The inspection of X-ray cargo images is a challenging visual search task akin to finding a needle in a haystack.The majority of images that an operator is tasked with inspecting do not contain an anomaly, thus wastingtime and money. In this report, we presented a modular framework based on modern machine vision andlearning techniques that aims to assist security officers by partially automating the inspection process. Byautomatically sifting through large numbers of images, the proposed system would enable security officers tofocus their attention on images that are likely to be anomalous, thus easing the inspection time constraint andmaking sure that the security infrastructure can be scaled-up as necessary with the ever-increasing volume ofcommerce.

We demonstrated state-of-the-art performance for three tasks: i) car detection, ii) empty container verifica-tion, and iii) ‘small metallic threat’ detection. In order to achieve these results, it was necessary to introduceseveral new methods such as location-specific appearance learning by providing the classifier with window coordi-nates, and threat image projection for the generation of de-novo synthetic training examples. To our knowledge,the proposed ‘small metallic threat’ detection module is the first application of convolutional neural networks toX-ray cargo images.

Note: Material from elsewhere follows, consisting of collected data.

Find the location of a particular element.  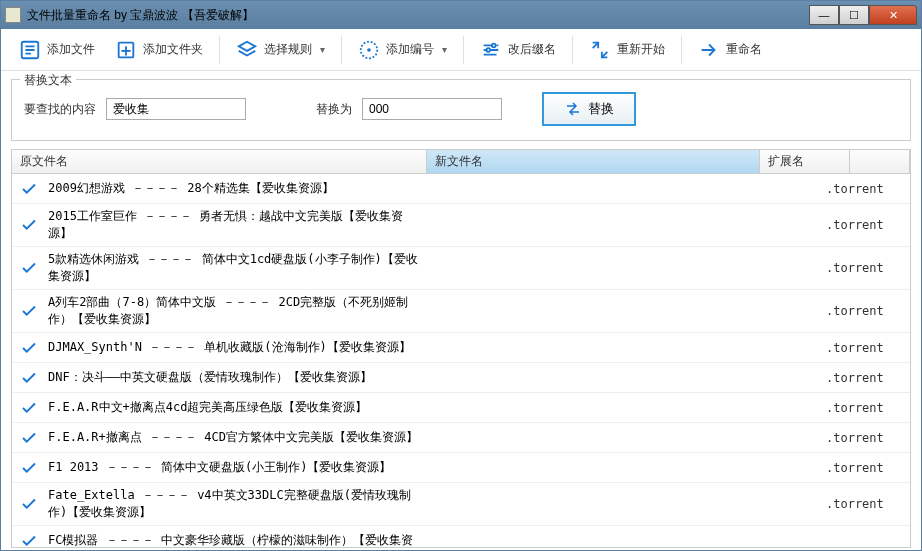

table-row: DJMAX_Synth'N －－－－ 单机收藏版(沧海制作)【爱收集资源】 .t… is located at coordinates (461, 348).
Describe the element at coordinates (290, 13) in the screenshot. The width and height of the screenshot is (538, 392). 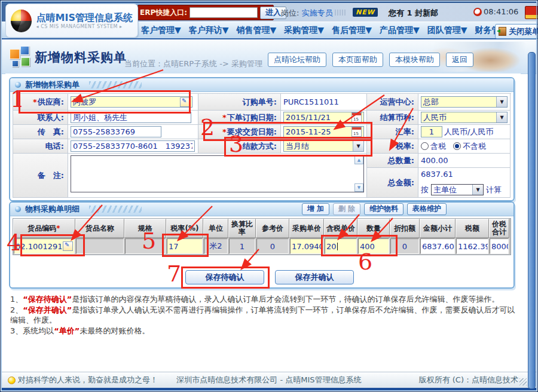
I see `position-label: 岗位:` at that location.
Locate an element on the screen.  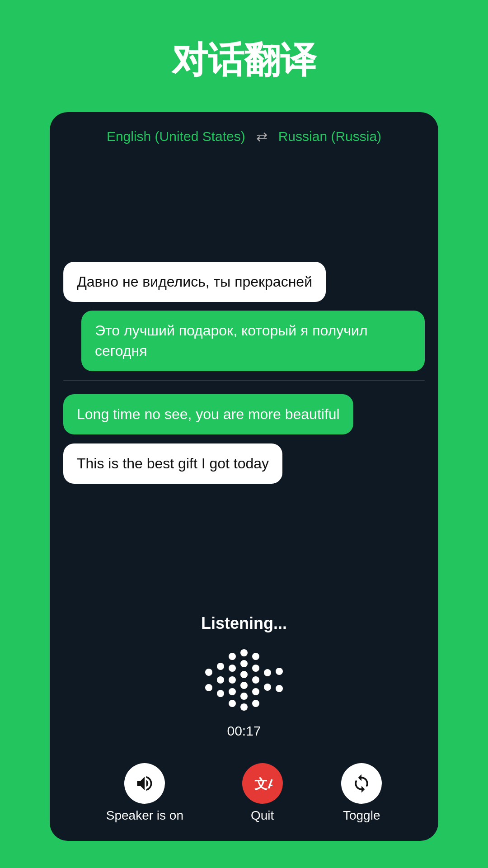
listening-status: Listening... is located at coordinates (244, 623).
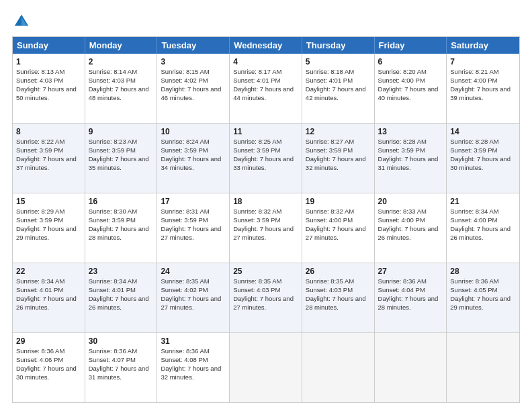 The image size is (532, 411). What do you see at coordinates (266, 46) in the screenshot?
I see `cal-header-wednesday: Wednesday` at bounding box center [266, 46].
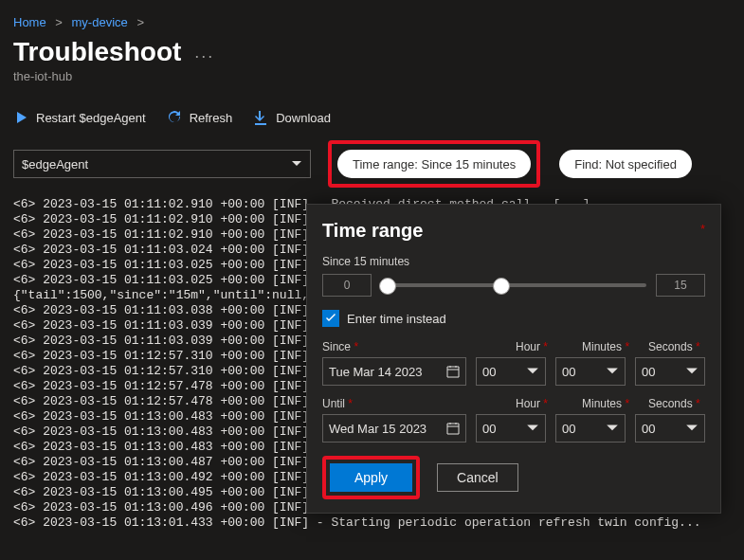  What do you see at coordinates (261, 117) in the screenshot?
I see `download-icon` at bounding box center [261, 117].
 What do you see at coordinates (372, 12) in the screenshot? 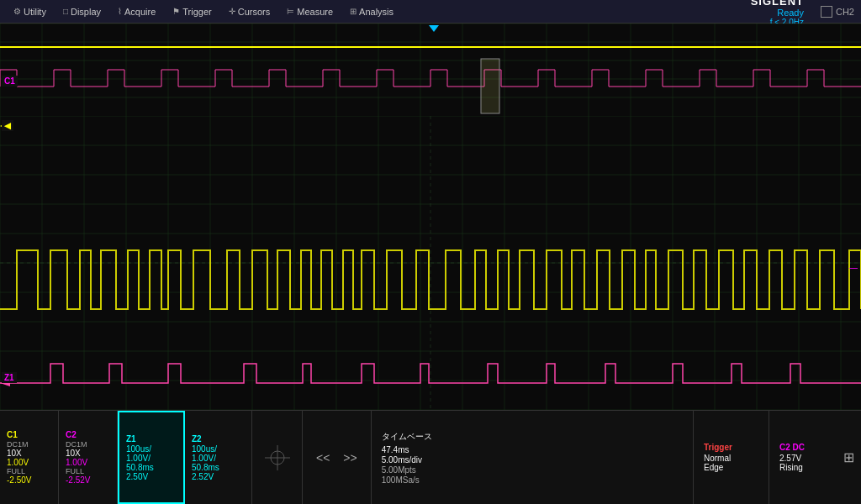
I see `menu-analysis: ⊞ Analysis` at bounding box center [372, 12].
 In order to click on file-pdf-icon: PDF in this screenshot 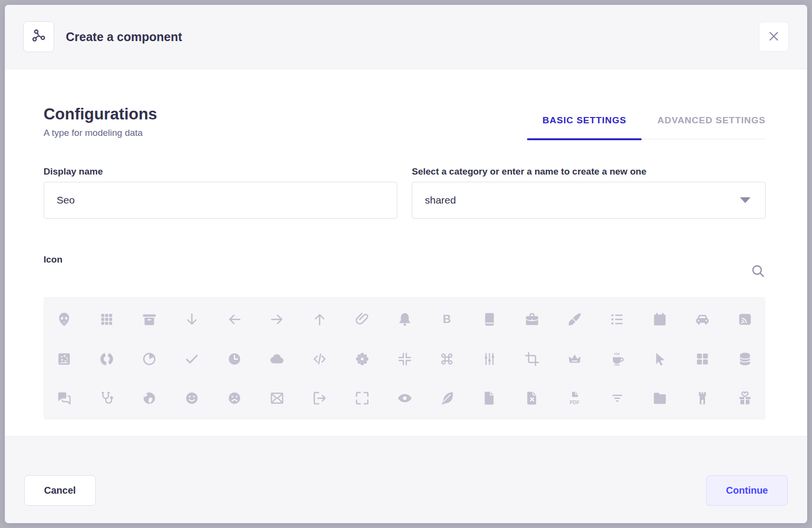, I will do `click(575, 398)`.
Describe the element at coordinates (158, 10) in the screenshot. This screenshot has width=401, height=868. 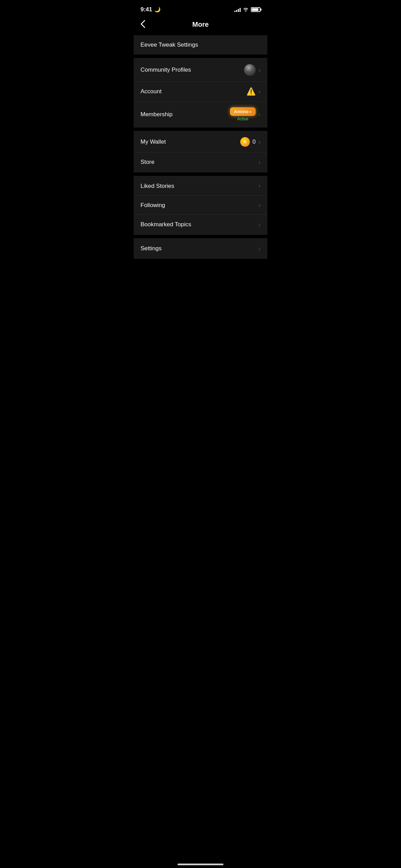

Despite these achievements, it is clear that much remains to be done. Future efforts will be focused onobtaining larger and more diverse datasets as well as on refining the algorithms described in this contribution.For instance, it is likely that the method that was used to infer an image class based on a collection of windowscores, essentially by thresholding the maximum window score, was not optimal. Similarly, the window-basedscheme could potentially be replaced by per-pixel predictions using fully convolutional neural networks.45

Acknowledgement

The authors acknowledge the use of the UCL Legion High Performance Computing Facility (Legion@UCL), andassociated support services, in the completion of this work. Funding for this work was provided by EPSRC Grantno. EP/G037264/1 as part of UCL’s Security Science Doctoral Training Centre, and Rapiscan Systems Ltd.